Dan ChaonI have to admit that 'Psychology Today' was one of the first magazines I started reading, back when I was 13 or 14, because I was the kind of kid that was curious about the mysterious human mind - I hoped to learn about telekenisis, multiple personalities, psychosis, and various other cool and terrible things that happened inside people's heads.
Dan ChaonI usually have more than one thing I'm working on at once -- I've been working on three different novels. When I get stuck on one, I hop back and forth. It's sort of freeing: I can say I'm abandoning this thing that I hate forever and I'm moving on to something that's good. I'll find that I'll go back to [the other project] in a day or a week and like it again. But that moment of wanting to trash something -- that Virginia Woolf moment when you have to be stopped from filling your pocket with stones -- comes pretty regularly for me. Switching is probably a good thing.

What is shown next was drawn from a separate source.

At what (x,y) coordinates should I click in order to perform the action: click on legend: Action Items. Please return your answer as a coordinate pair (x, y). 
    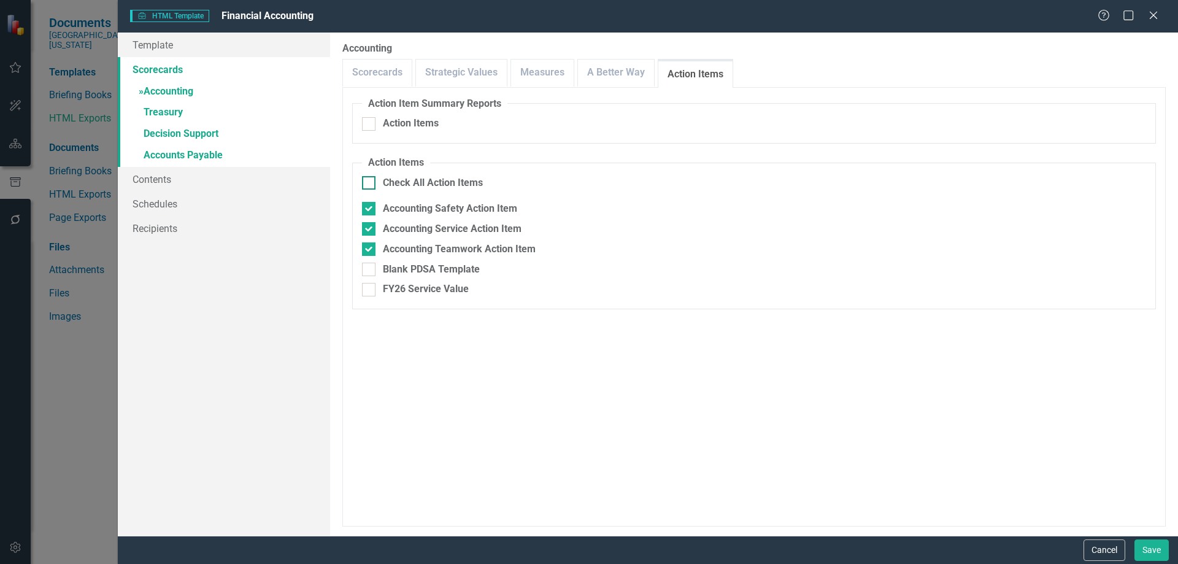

Dan ChaonI've been reading Peter Straub since I was a teenager, and his work is hardwired into my brain. A Dark Matter contains echoes of all that has been great about Straub's previous work and builds upon it. This Rashomon-like tale is as spooky and frightening as anything he has written, but it's also an intense and moving celebration of love. Out of the darkness comes, ultimately, a surprising and haunting sense of joy.
Dan ChaonWriting short stories was kind of like I was cheating the whole time, in some way. I went back and forth between writing the novels and sort of sneaking out to work on stories occasionally. These stories were written over the last 10 years or so, as I was taking breaks from the novels I've written.